Parting Shot
Parting Shot

Ulysses S. Grant–The Man and His Horses
Ulysses S. Grant carried countless labels during his life: failed businessman, heavy drinker, military genius, scand-surrounded president, and… great horseman! History records Grant as one of America’s top equestrians.
As a young farm boy in the Midwest, Grant, shy and quiet, emotionally bonded to horses. At West Point, graduating 21st out of 39 in 1843, he had only one outstanding military skill. General James Longstreet said of Cadet Grant: “In horsemanship…he was noted as the most proficient in the Academy. In fact, rider and horse held together like the fabled centaur…” And through the years, he proved that time and again—on a wide variety of mounts.
Here are but a few.
At the Battle of Shiloh in April 1862, one of Grant’s officers found an unattractive and scrawny horse left by the Confederates. As a joke, the officer sent the animal to a Colonel Lagow, a man of means who knew excellent horseflesh. Seeing the animal, Grant told Lagow it was a valuable Thoroughbred and he’d take it if Lagow didn’t want it. Named Kangaroo because of his appearance, the horse, with rest, feeding and good care became a superb mount. Grant rode Kangaroo throughout the Vicksburg, Mississippi campaign of 1863.

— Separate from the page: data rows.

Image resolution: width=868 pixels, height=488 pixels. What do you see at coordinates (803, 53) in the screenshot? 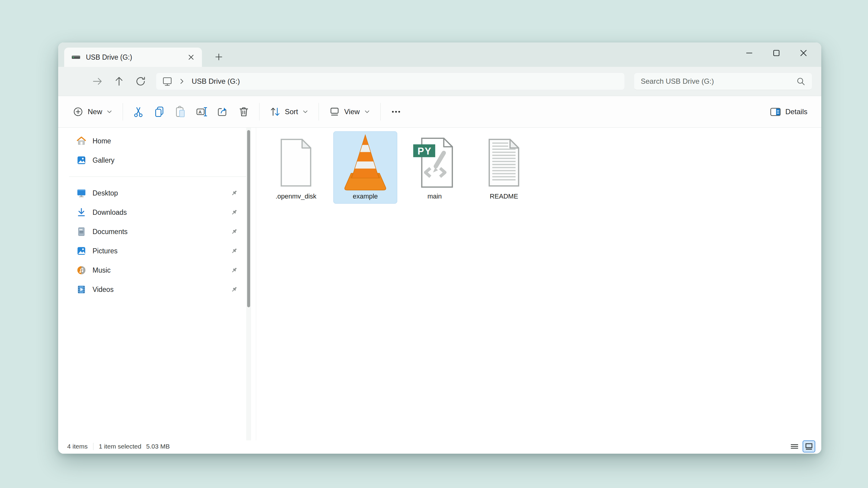
I see `close-button` at bounding box center [803, 53].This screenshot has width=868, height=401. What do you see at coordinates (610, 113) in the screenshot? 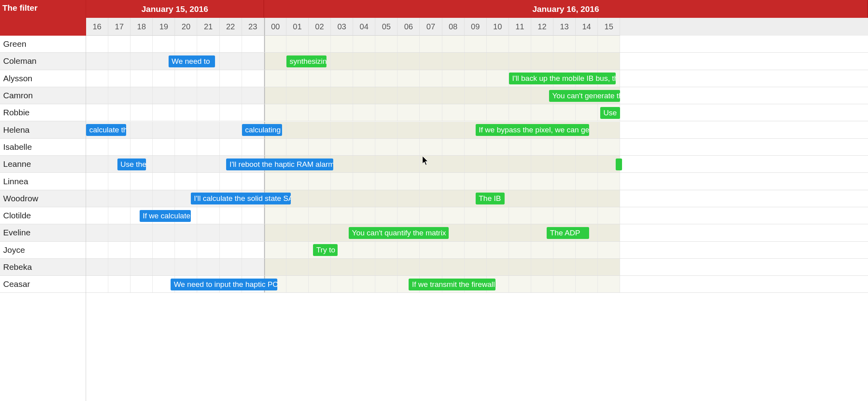
I see `event-bar: Use` at bounding box center [610, 113].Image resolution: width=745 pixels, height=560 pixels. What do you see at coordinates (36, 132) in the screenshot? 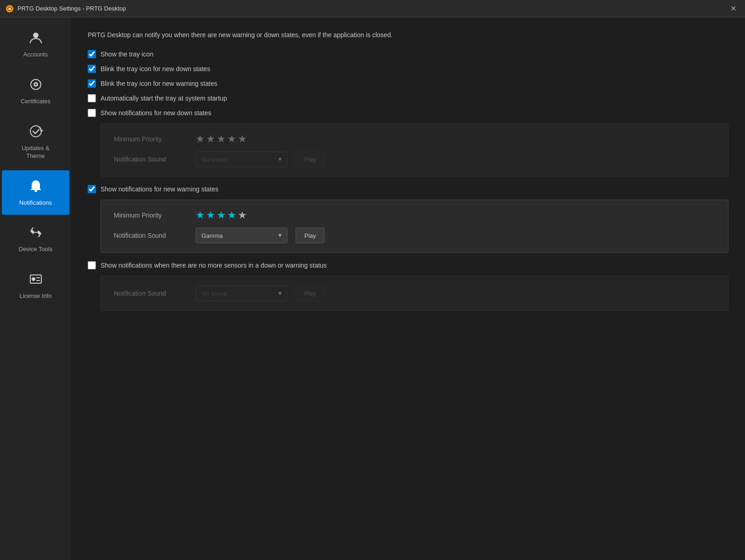
I see `updates-theme-icon` at bounding box center [36, 132].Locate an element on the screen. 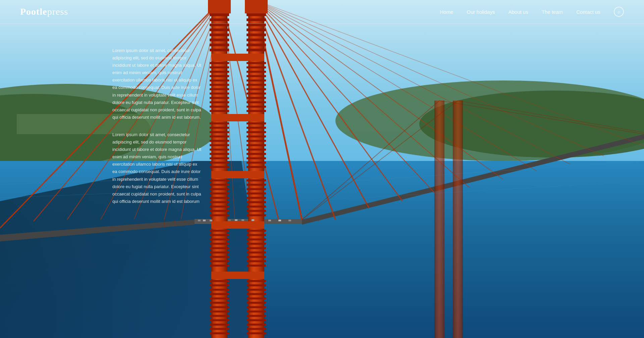 This screenshot has width=644, height=338. nav-the-team: The team is located at coordinates (552, 12).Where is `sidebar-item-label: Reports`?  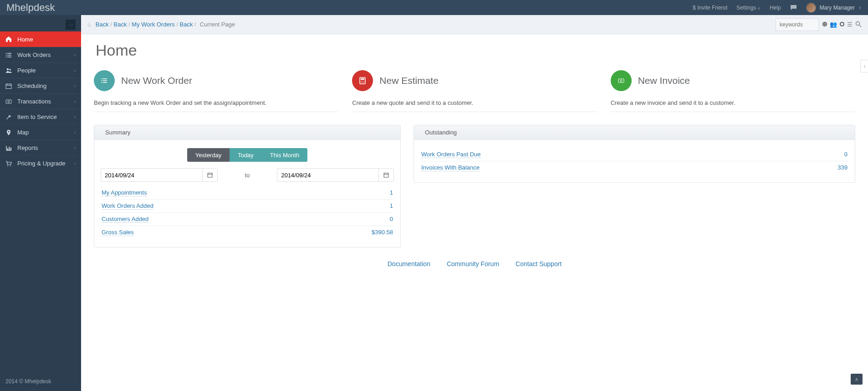 sidebar-item-label: Reports is located at coordinates (46, 148).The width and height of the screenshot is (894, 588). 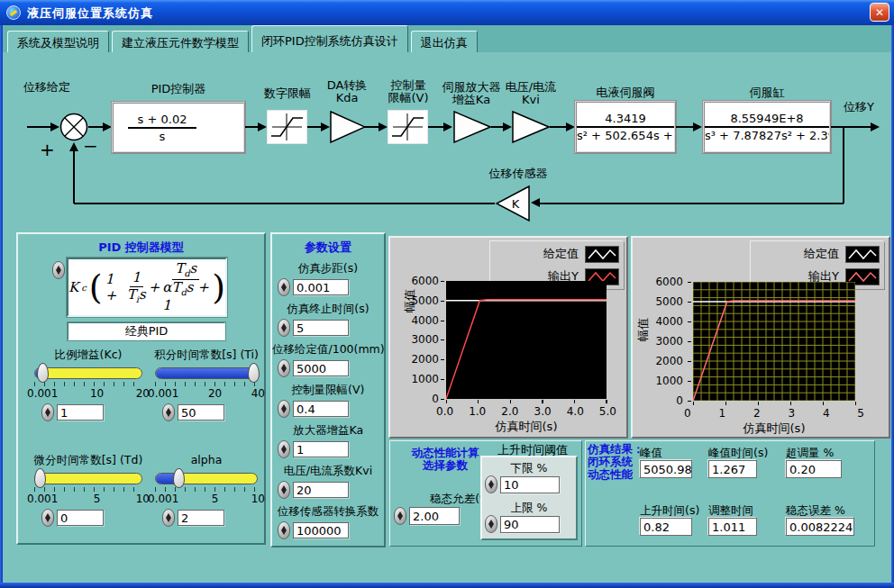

During the siege of Vicksburg, a Union cavalry raid captured a black pony at Joe Davis’ plantation. Davis was the brother of Confederate President Jefferson Davis, so the pony was aptly named Jeff Davis, and given to Grant’s son to ride. But Grant, suffering with a carbuncle and unable to ride his horse, borrowed Jeff Davis. Enjoying the pony’s gait, Grant turned the horse over to the quartermaster as a spoil of war.
A board of officers appraised the animal and Grant purchased him, keeping him until the horse died, long after the Civil War.
After the fall of Vicksburg in August 1863, Grant, reviewing troops in New Orleans, was given an enormous, untamed and jumpy horse to ride. The horse ran off with Grant, reared at a locomotive, and fell, pinning the general. Unconscious, Grant woke with swelling from the knee to the thigh and alongside his body to the armpit. He lay in the hotel for over a week with excruciating pain, unable to turn himself in bed. Finally carried by litter to a steamer and taken to Vicksburg, he remained unable to move for some time and was on crutches for two months.
Following the November 1863 Battle of Chattanooga, Grant traveled to St. Louis where he received a letter from an “S.S. Grant.” The general had an uncle by that name who died in 1861. Confined to a hotel room by illness, this S.S. Grant asked the general to call upon him. Curious, Grant did. The gentleman told Grant he had “the finest horse in the world” and offered it as a present. The conditions upon the gift were the horse would be given a good home, tender care and never be ill-treated. Grant graciously accepted the horse, naming him Cincinnati.
S.S. wasn’t exaggerating. Cincinnati was the son of the fastest four-mile Thoroughbred race horse in the United States at the time and a speed demon in his own right.
Once offered $10,000 in gold for him, the general refused. Grant affirmed Cincinnati was the finest horse he’d ever seen, and rarely permitted anyone to ride him, with two exceptions: Admiral Daniel Ammen, who saved Grant from drowning when a schoolboy, and President Abraham Lincoln
Cincinnati became Grant’s battle charger until the war’s end. The horse was immortalized when he carried the general to Appomattox to accept Confederate General Robert E. Lee’s surrender. During Grant’s second term as president, a statue of him on Cincinnati was made. Virtually all depictions of Grant in drawings, granite, and bronze, are astride Cincinnati, including the Ulysses S. Grant Memorial in Washington, D.C., at the base of Capitol Hill.
After his presidency, Grant toured the world. In March 1878, Abdul Hamid II, Sultan of Turkey, presented him with two magnificent dapple-grey Arabian stallions, named Leopard and Linden Tree. In the states, these horses were well-regarded; people sought nails, old shoes, and clippings of their hooves. Grant, who died in 1885, didn’t live to witness Leopard become the earliest Arabian stallion registered in the stud book of The Arabian Horse Club of America, founded in 1908. Leopard sired one pure Arabian son whose blood can be found today in many Arabians in the United States.
U.S. Grant—a fearless rider with exceptional stamina. His horses, whose collective backs carried America’s destiny during one of the most crucial periods in the nation’s history. As his mother once commented, “Horses seem to understand Ulysses.”